I think this is the critical part. If humanity (as we know it) only lasts 10 more years, then sure x86 will still be around somewhere.

If we last a million years, it will probably be gone long before that. Even in a thousand years it's probably gone a long time ago.

2 comments

I'm reminded of the Vernor Vinge novel where a character hacking some fleet's automation hundreds of thousands of years in the future casually mentions that the tech stack is so old that the system time stamp is still the Unix Epoch

“And via a million million circuitous threads of inheritance, many of the oldest programs still ran in the bowels of the Qeng Ho system. Take the Traders’ method of timekeeping. The frame corrections were incredibly complex—and down at the very bottom of it was a little program that ran a counter.

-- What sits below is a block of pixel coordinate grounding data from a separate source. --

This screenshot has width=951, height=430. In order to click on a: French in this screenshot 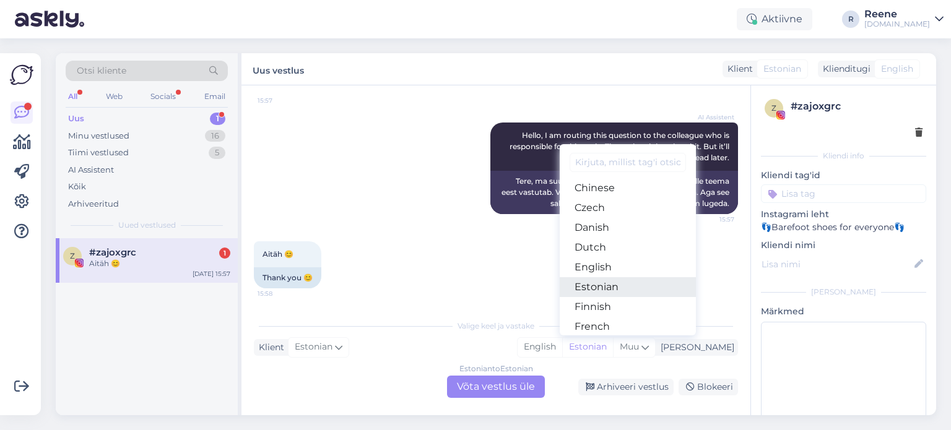, I will do `click(628, 327)`.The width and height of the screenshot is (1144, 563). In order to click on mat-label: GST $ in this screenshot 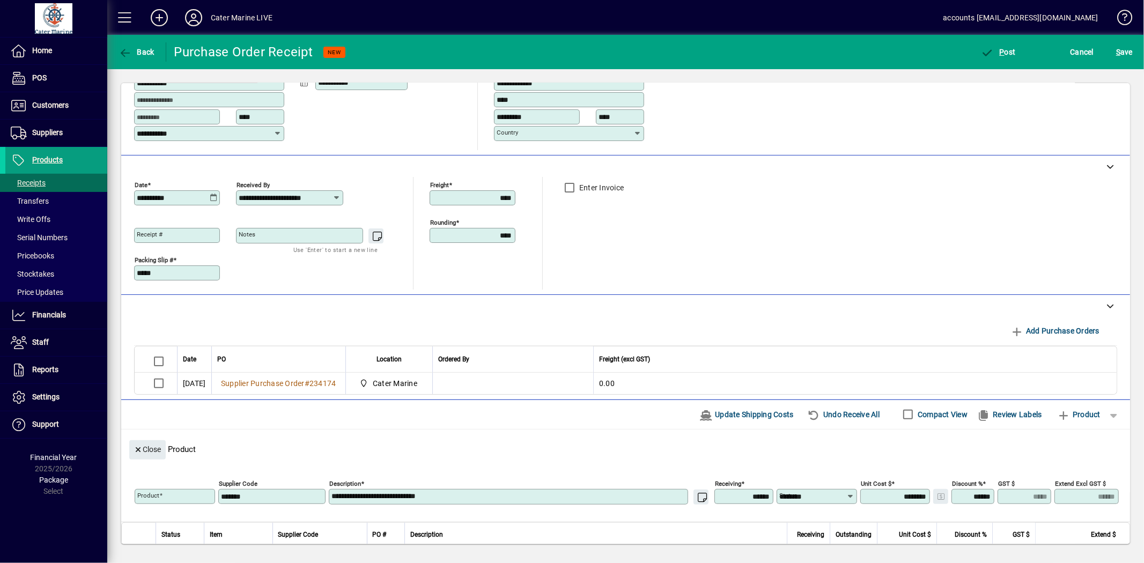, I will do `click(1007, 483)`.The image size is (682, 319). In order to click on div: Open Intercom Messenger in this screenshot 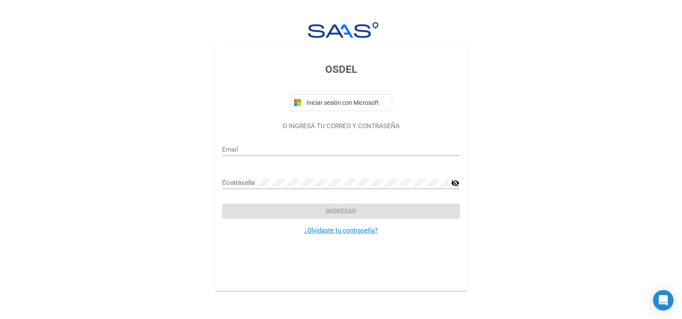, I will do `click(664, 301)`.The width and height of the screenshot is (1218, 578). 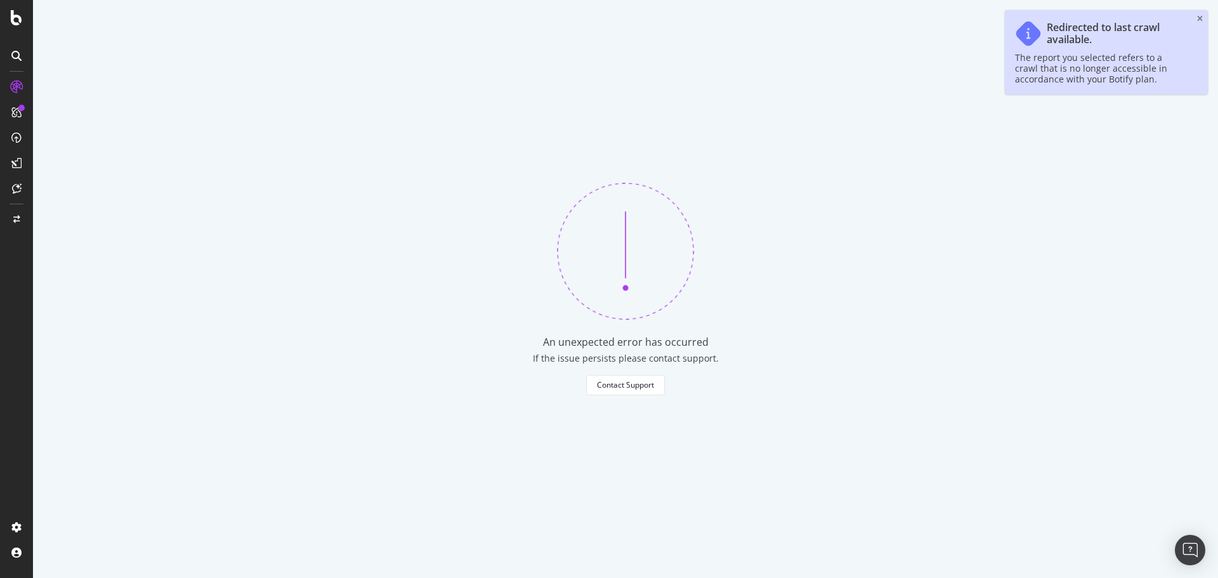 What do you see at coordinates (625, 385) in the screenshot?
I see `button: Contact Support` at bounding box center [625, 385].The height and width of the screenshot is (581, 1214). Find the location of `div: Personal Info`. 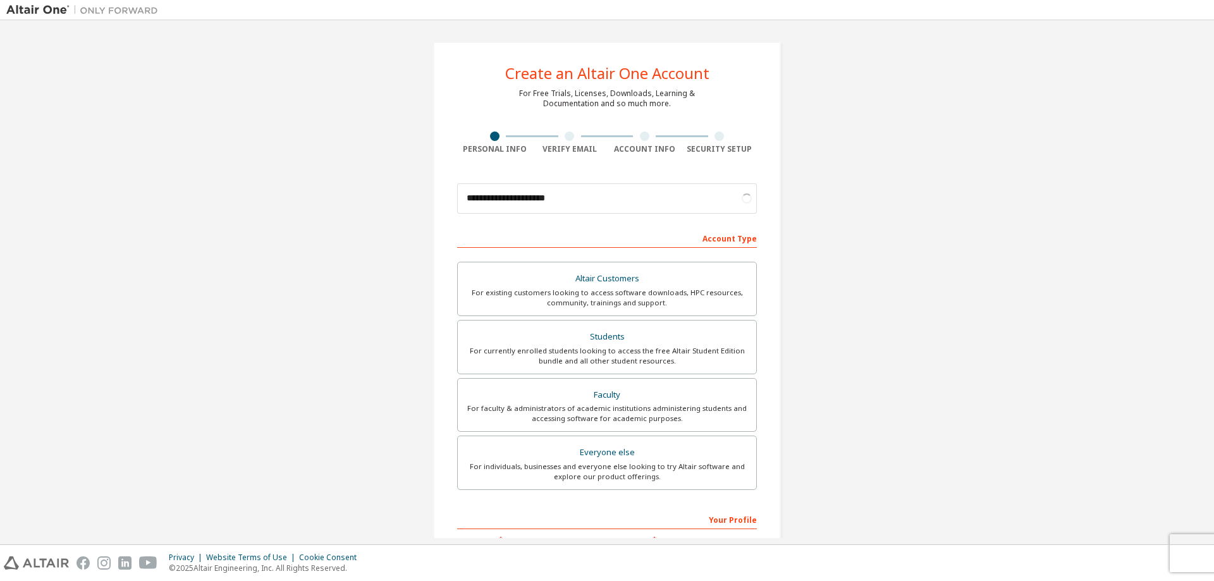

div: Personal Info is located at coordinates (495, 149).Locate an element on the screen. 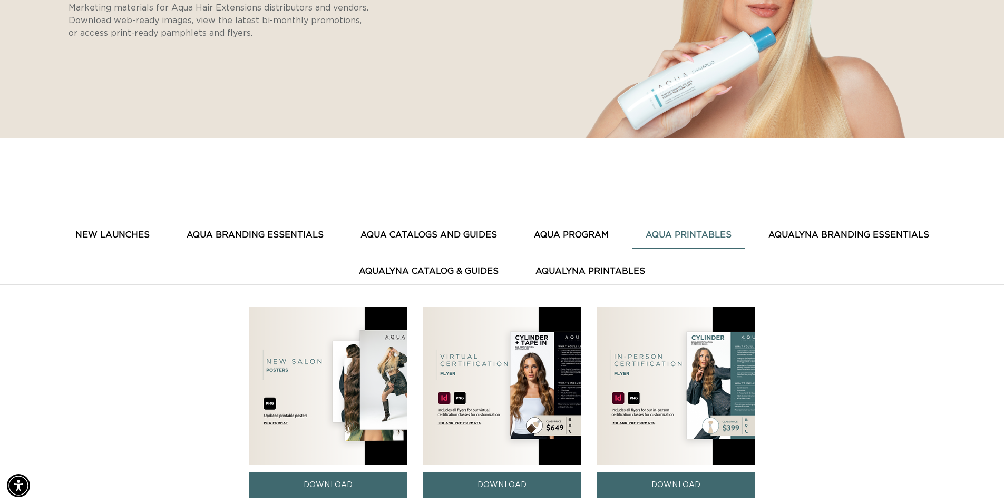  button: AQUA BRANDING ESSENTIALS is located at coordinates (255, 235).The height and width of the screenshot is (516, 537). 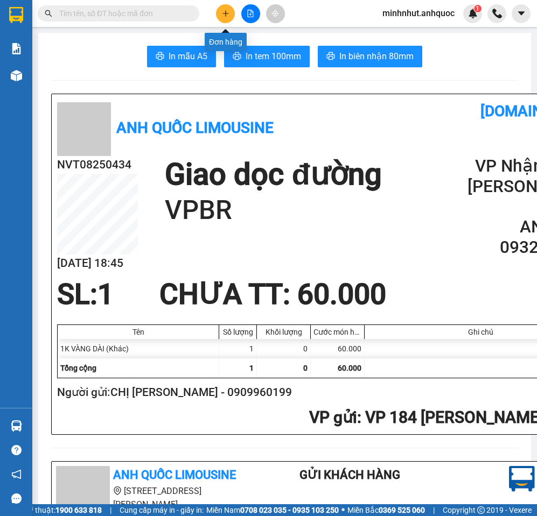 I want to click on img: phone-icon, so click(x=497, y=13).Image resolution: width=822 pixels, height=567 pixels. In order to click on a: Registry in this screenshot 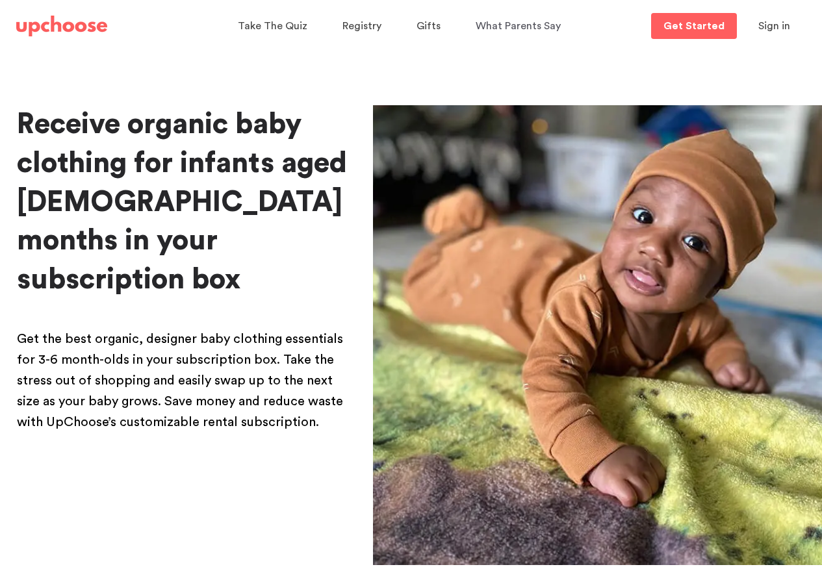, I will do `click(364, 26)`.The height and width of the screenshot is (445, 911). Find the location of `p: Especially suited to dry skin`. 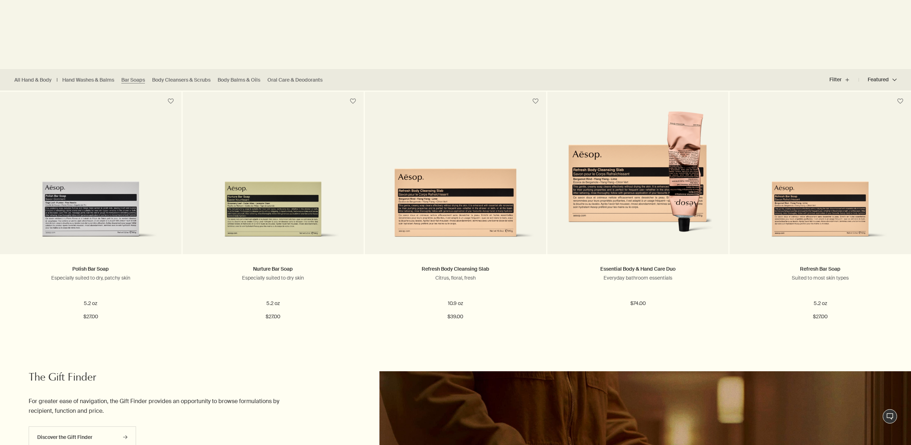

p: Especially suited to dry skin is located at coordinates (273, 278).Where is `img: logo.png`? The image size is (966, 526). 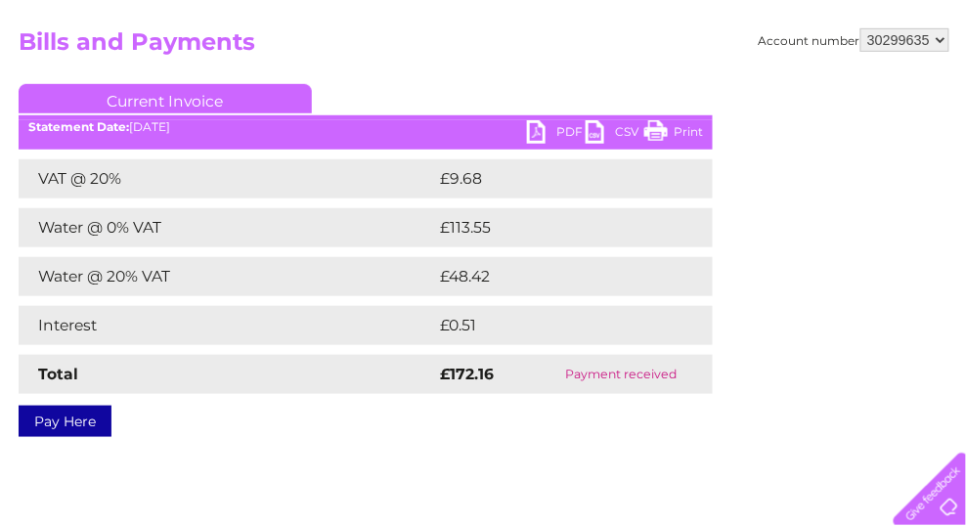 img: logo.png is located at coordinates (84, 80).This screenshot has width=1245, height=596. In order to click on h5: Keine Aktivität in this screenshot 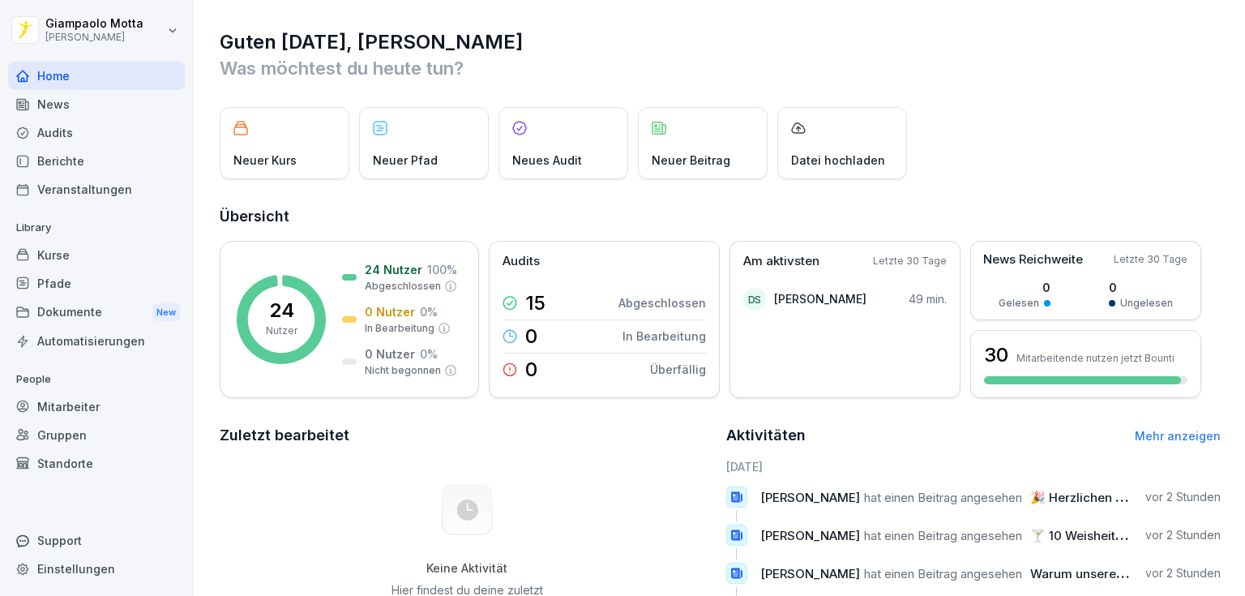, I will do `click(467, 568)`.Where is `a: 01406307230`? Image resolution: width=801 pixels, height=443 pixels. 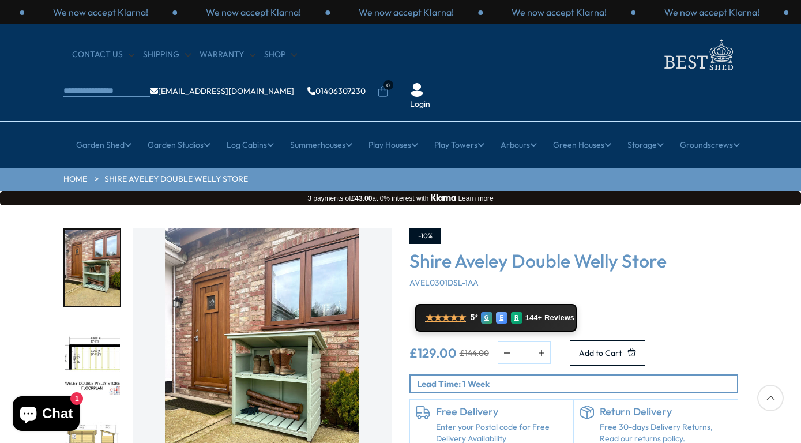 a: 01406307230 is located at coordinates (336, 91).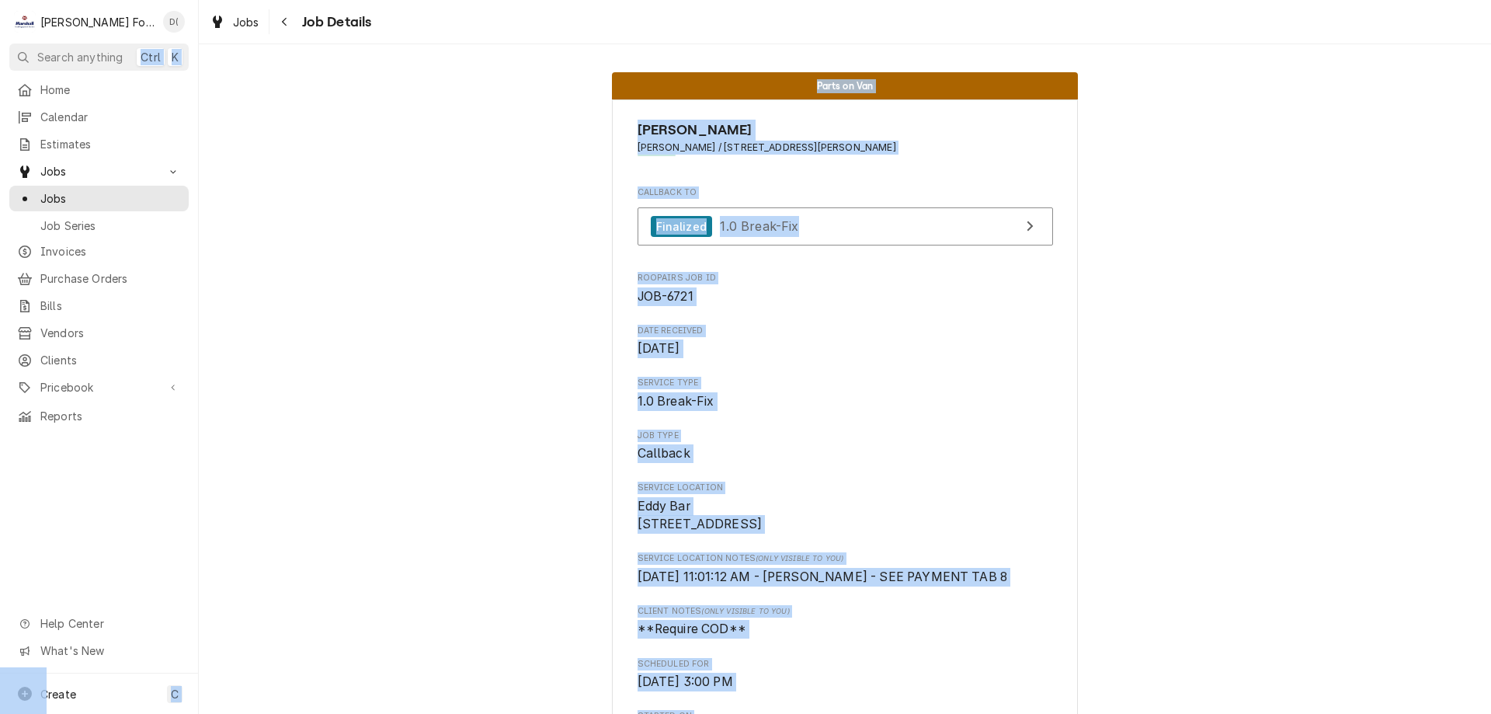  I want to click on a: View Job, so click(845, 226).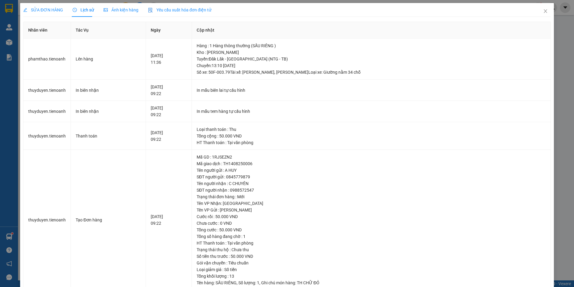 Image resolution: width=574 pixels, height=287 pixels. Describe the element at coordinates (75, 10) in the screenshot. I see `span: clock-circle` at that location.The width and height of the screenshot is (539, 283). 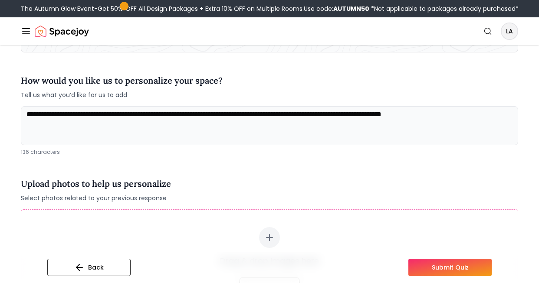 What do you see at coordinates (121, 95) in the screenshot?
I see `span: Tell us what you’d like for us to add` at bounding box center [121, 95]. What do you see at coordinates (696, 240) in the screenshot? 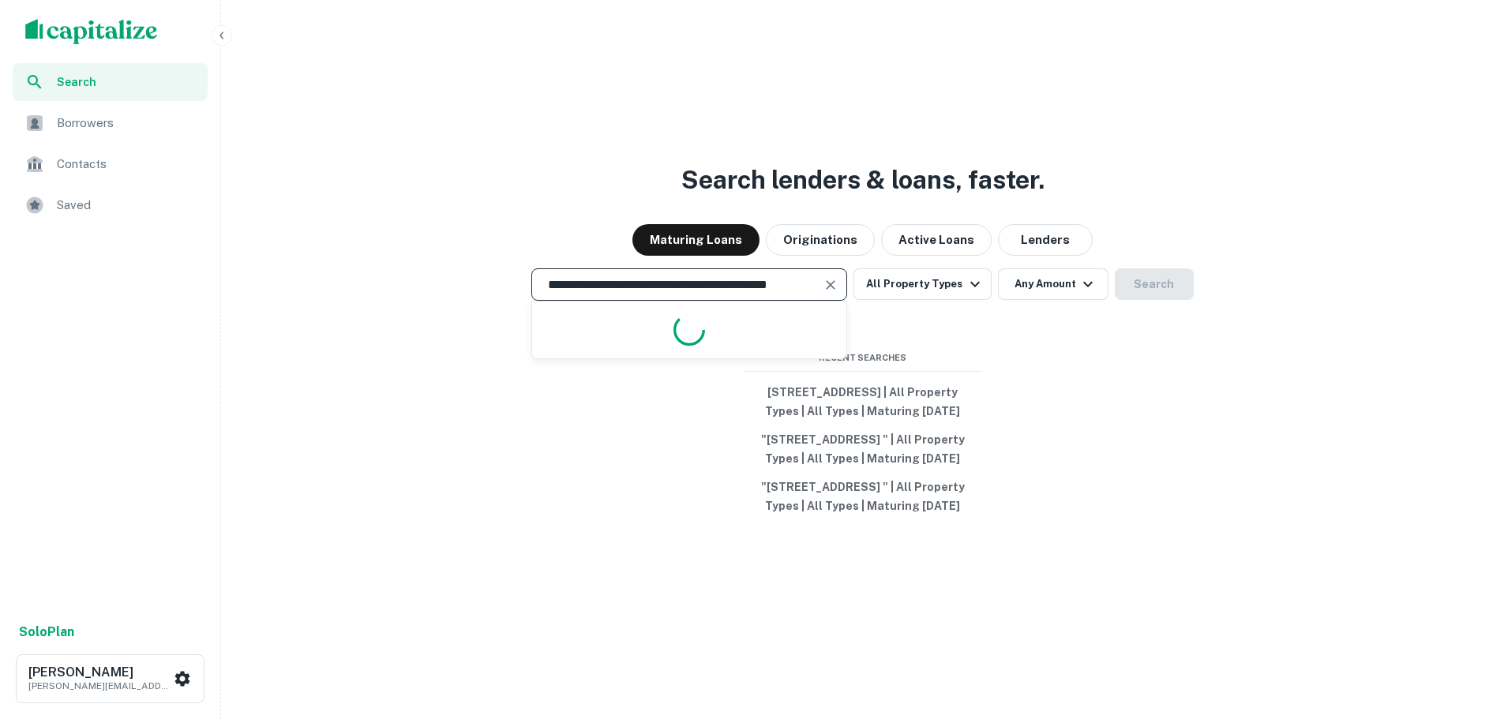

Second by second, the Qeng Ho counted from the instant that a human had first set foot on Old Earth’s moon. But if you looked at it still more closely…the starting instant was actually about fifteen million seconds later, the 0-second of one of Humankind’s first computer operating systems.”

Part of the "Fire Upon the Deep" series of novels (that particular reference is from the "A Deepness in the Sky").
I mean a thousand years are very hard to imagine, and how many changes there are.

But the cynical operator in my head could just laugh. We as a tech community are still running MS-DOS productively. Just wait, someone will run the door controls of our first space ships on some x86 chip. Or some similar system you just need, but that never gets time to be updated properly. Just wait, the new cruise liner spaceship of the milky way republic is going to run some x86 emulator for their window control.